George Will's been taking a beating lately–His character, his general ignorance of that of which he comments upon, and, our favorite, his logic have all come under increasing attack recently. Today we can give him a pass on his column. Its silliness is not entirely his fault. For some reason he devotes his column to fawning over the relatively uninteresting analogy between past sexual morality and the supposed moralizing about food by one expert in philosophy at the Hoover institute, Nancy Eberhardt who we are told by Will is "intimidatingly intelligent."
The idea seems to be that in the past we moralized sex, but left food to be a mere matter of taste. Now we moralize food, but leave sex to be a mere matter of taste. I think probably both claims are false, though I'm willing to bite that we have stopped moralizing a lot of sex, and some moralize a lot of their choices involving food.
But, then we run into this sort of confusion:
Most important of all, however, is the difference in moral attitude separating Betty and Jennifer on the matter of food. Jennifer feels that there is a right and wrong about these options that transcends her exercise of choice as a consumer. She does not exactly condemn those who believe otherwise, but she doesn’t understand why they do, either. And she certainly thinks the world would be a better place if more people evaluated their food choices as she does. She even proselytizes on occasion when she can. In short, with regard to food, Jennifer falls within Immanuel Kant’s definition of the Categorical Imperative: She acts according to a set of maxims that she wills at the same time to be universal law.
In heavy-handed contrast:
Even without such personal links to food scarcity, though, it makes no sense to Betty that people would feel as strongly as her granddaughter does about something as simple as deciding just what goes into one’s mouth. That is because Betty feels, as Jennifer obviously does not, that opinions about food are simply de gustibus, a matter of individual taste — and only that.
And again:
Most important of all, Betty feels that sex, unlike food, is not de gustibus. She believes to the contrary that there is a right and wrong about these choices that transcends any individual act. She further believes that the world would be a better place, and individual people better off, if others believed as she does. She even proselytizes such on occasion when given the chance.
And to beat the horse within an inch of its life:
Most important, once again, is the difference in moral attitude between the two women on this subject of sex. Betty feels that there is a right and wrong about sexual choices that transcends any individual act, and Jennifer — exceptions noted — does not. It’s not that Jennifer lacks for opinions about sex, any more than Betty does about food. It’s just that, for the most part, they are limited to what she personally does and doesn’t like.
And to make it clearer still:
As noted, this desire to extend their personal opinions in two different areas to an “ought” that they think should be somehow binding — binding, that is, to the idea that others should do the same — is the definition of the Kantian imperative. Once again, note: Betty’s Kantian imperative concerns sex not food, and Jennifer’s concerns food not sex. In just over 50 years, in other words — not for everyone, of course, but for a great many people, and for an especially large portion of sophisticated people — the moral poles of sex and food have been reversed. Betty thinks food is a matter of taste, whereas sex is governed by universal moral law of some kind; and Jennifer thinks exactly the reverse.
Fortunately she doesn't draw any substantial conclusions from this. With that sort of genial Brooksy, "foibles of the human race exposing, concealed smirk," she contents herself with running this analogy to its exhaustion while ignoring relevant points of disanalogy, and doing little more than pointing out this curious social change, which perhaps seems to be neither curious, nor a social change, with closer scrutiny. But she closes with this whopper of a post hoc propter hoc fallacy wrapped in a bacony strip of psychoanalyzing explanation and deep-fried in a vat of greasy rhetorical questions:
The rise of a recognizably Kantian, morally universalizable code concerning food — beginning with the international vegetarian movement of the last century and proceeding with increasing moral fervor into our own times via macrobiotics, veganism/vegetarianism, and European codes of terroir — has paralleled exactly the waning of a universally accepted sexual code in the Western world during these same years.
Who can doubt that the two trends are related? Unable or unwilling (or both) to impose rules on sex at a time when it is easier to pursue it than ever before, yet equally unwilling to dispense altogether with a universal moral code that he would have bind society against the problems created by exactly that pursuit, modern man (and woman) has apparently performed his own act of transubstantiation. He has taken longstanding morality about sex, and substituted it onto food. The all-you-can-eat buffet is now stigmatized; the sexual smorgasbord is not.
In the end, it is hard to avoid the conclusion that the rules being drawn around food receive some force from the fact that people are uncomfortable with how far the sexual revolution has gone — and not knowing what to do about it, they turn for increasing consolation to mining morality out of what they eat.
Perhaps it's just me, but I find it surprisingly easy to avoid this conclusion.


Aim of the exercise: After locating the line that contains "Locate an element on the screen. Image", quote it and all lines after it through the end of the entries, and nothing more. Pictures stay out.

(Beginning of Data for this exercise)

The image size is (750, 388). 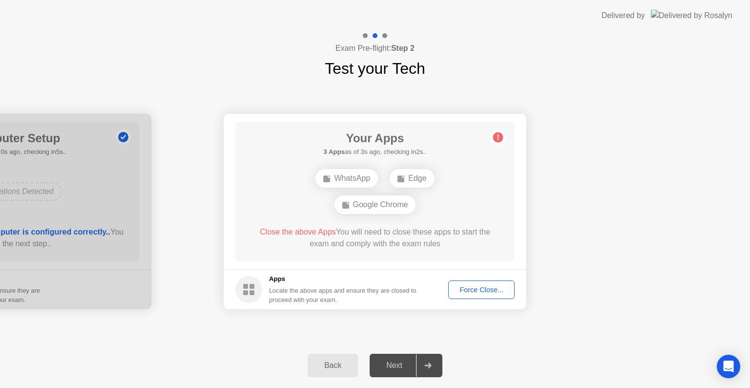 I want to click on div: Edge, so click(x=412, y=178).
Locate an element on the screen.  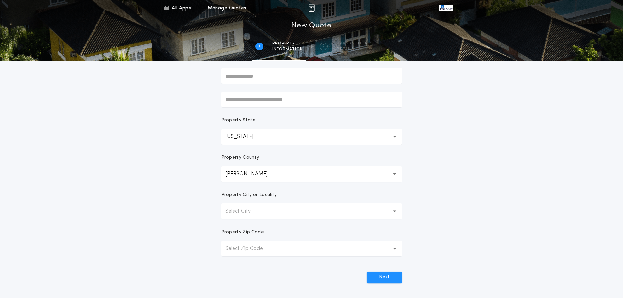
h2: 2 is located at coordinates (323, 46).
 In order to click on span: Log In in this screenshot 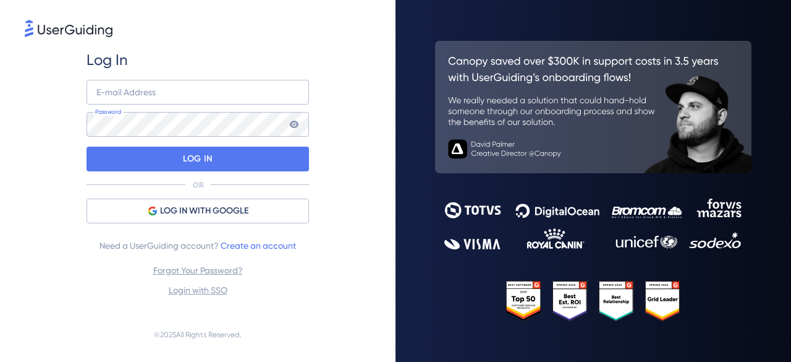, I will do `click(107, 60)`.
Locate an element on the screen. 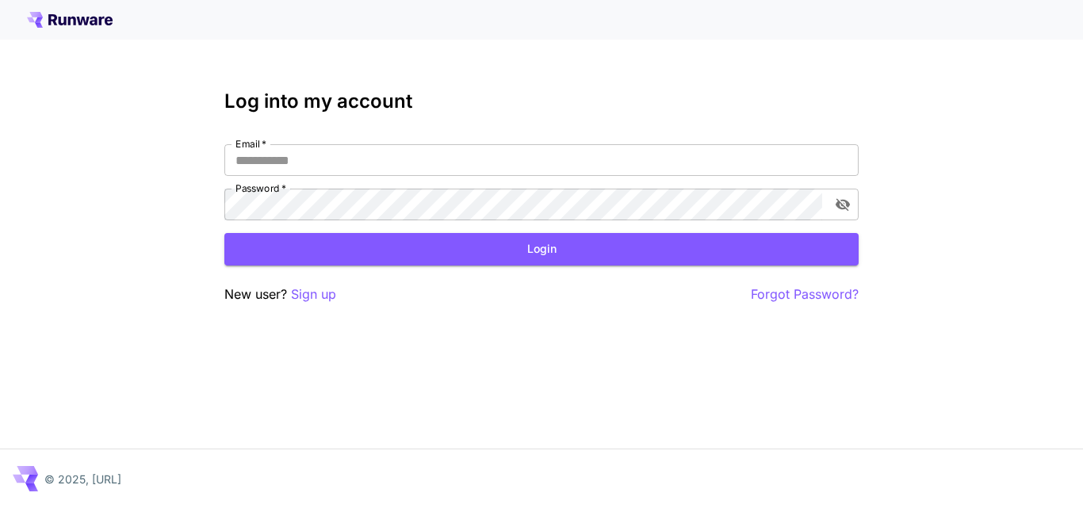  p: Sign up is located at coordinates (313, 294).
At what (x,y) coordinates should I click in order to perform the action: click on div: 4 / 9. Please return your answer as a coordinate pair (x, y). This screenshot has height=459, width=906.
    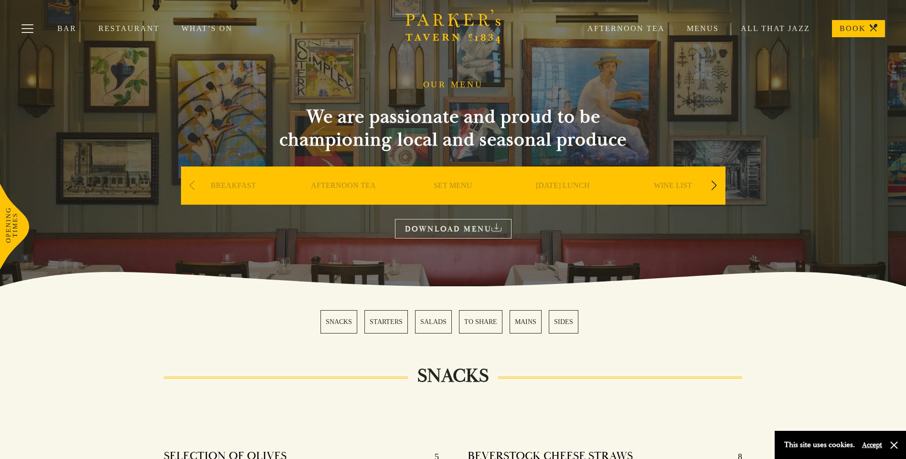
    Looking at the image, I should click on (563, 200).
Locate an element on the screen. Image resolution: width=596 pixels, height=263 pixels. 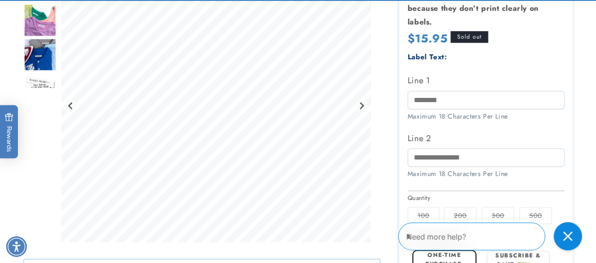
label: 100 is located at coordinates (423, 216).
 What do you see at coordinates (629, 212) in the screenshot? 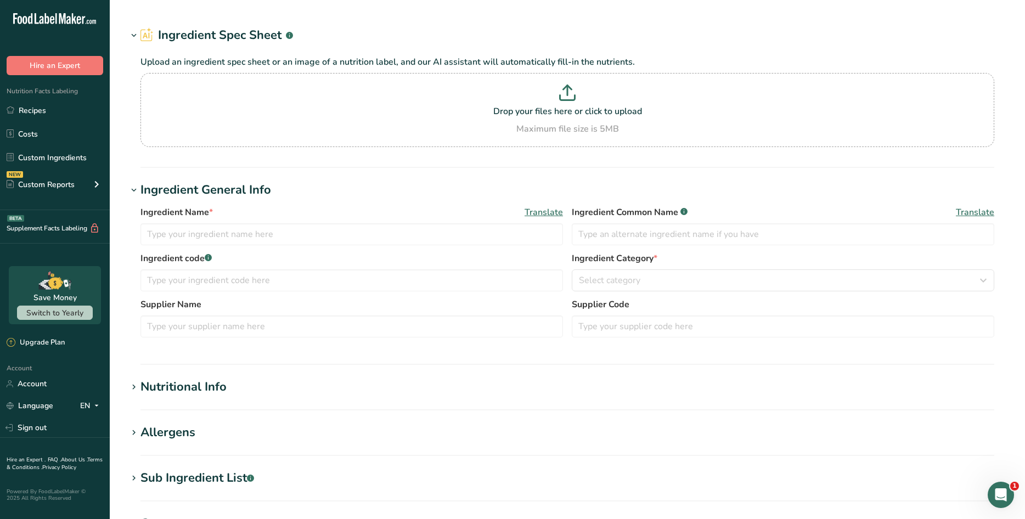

(End of Data for this exercise)

Response:
Locate an element on the screen. Image resolution: width=596 pixels, height=263 pixels. 
label: 100 is located at coordinates (423, 216).
 What do you see at coordinates (629, 212) in the screenshot? 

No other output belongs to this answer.